There was nothing in my DVD rack that screamed that it needed to be watched this week, so I decided to hop onto Hulu and see if there was any fare worth watching before I dove back into the pile. And John Carpenter’s Halloween popped up on the screen, ostensibly with the holiday around the corner, and thus it felt appropriate to throw it on during a bye week. Football wasn’t all that interesting to me this weekend with the Bears on a bye week and I admit my homerism; I can only watch the game if the Bears are on or if it’s the playoffs. Outside of that … not so much. Thus John Carpenter’s classic Halloween felt right.

It’s a fairly simple story. As a child Michael Meyers (Will Sandin as a child, Nick Castle as an adult) decides to go murder his teenage sister. Committed to an insane asylum, he escapes and returns to his childhood birthplace of Haddonfield, IL, to go kill some more people. Amongst them is Laurie Strode (Jamie Lee Curtis), whom he tirelessly stalks. Halloween night, appropriately enough, Meyers goes on the hunt and cinematic history was forever changed.

Made for under $400,000, the film would gross over $60 million at the box office and invent the modern slasher film. While not actually being a true definition of a slasher film, as the violence is actually fairly tame and there’s minimal blood in a genre that’s become known for both in mass quantities, this is a film that established the template for an entire genre. Even now, almost 40 years since it got release, the film holds up because it’s not about the violence; it’s about the setup. And in the setup there’s remarkable brilliance from John Carpenter.

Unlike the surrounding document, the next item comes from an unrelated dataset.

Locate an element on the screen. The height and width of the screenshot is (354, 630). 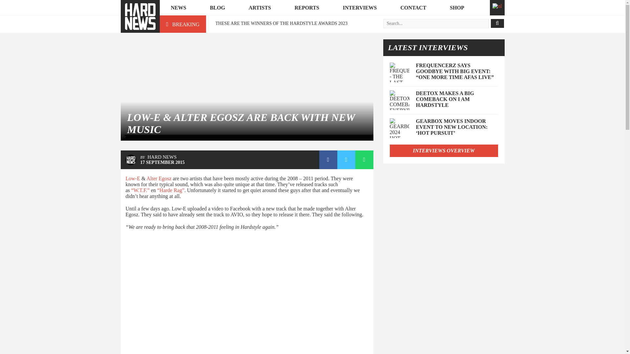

That’s the one thing that I’ve always really enjoyed about this film. This is a film with a great score and a first rate setup. It’s not about the kills; it’s about the suspense. I’m not a fan of horror films, far from it, but I can appreciate the craftsmanship behind this film. This is a film designed around telling a good story and amping up the scares but without going for the cheap thrills. Every time you get scared, or the suspense goes up, it’s effective because it’s used so well.

This is the horror equivalent to The Maltese Falcon; it’s the film that inspired a million imitators and created the rules of the genre.

Strongly recommended.

What Looks Good This Weekend, and I Don’t Mean the $2 Pints of Bass Ale and community college co-eds with low standards at the Alumni Club

Tower Heist – Ben Stiller and a bunch of workers at a ritzy condo complex in NYC get ripped off by Alan Alda. They recruit Eddie Murphy to help them do the same to him.

Skip it – This was supposed to be an R-rated, Chris Rock led version of Ocean 11 at some point, if memory serves me right, and now it’s come down to Ben Stiller and gang. I like Stiller but this just looks all sorts of bad, plus it has Brett Ratner attached and that’s never a good thing.

A Very Harold & Kumar 3D Christmas – It’s a Christmas tale but with dick jokes and lots of weed.

See it – The Harold & Kumar films are perhaps the best of the guilty pleasure comedies to come out. I can’t imagine this one would be that appreciably worse than the other two; Penn and Cho didn’t repeat White Castle because it was profitable but because they found a good story to go with it. I imagine this’ll be more of the same.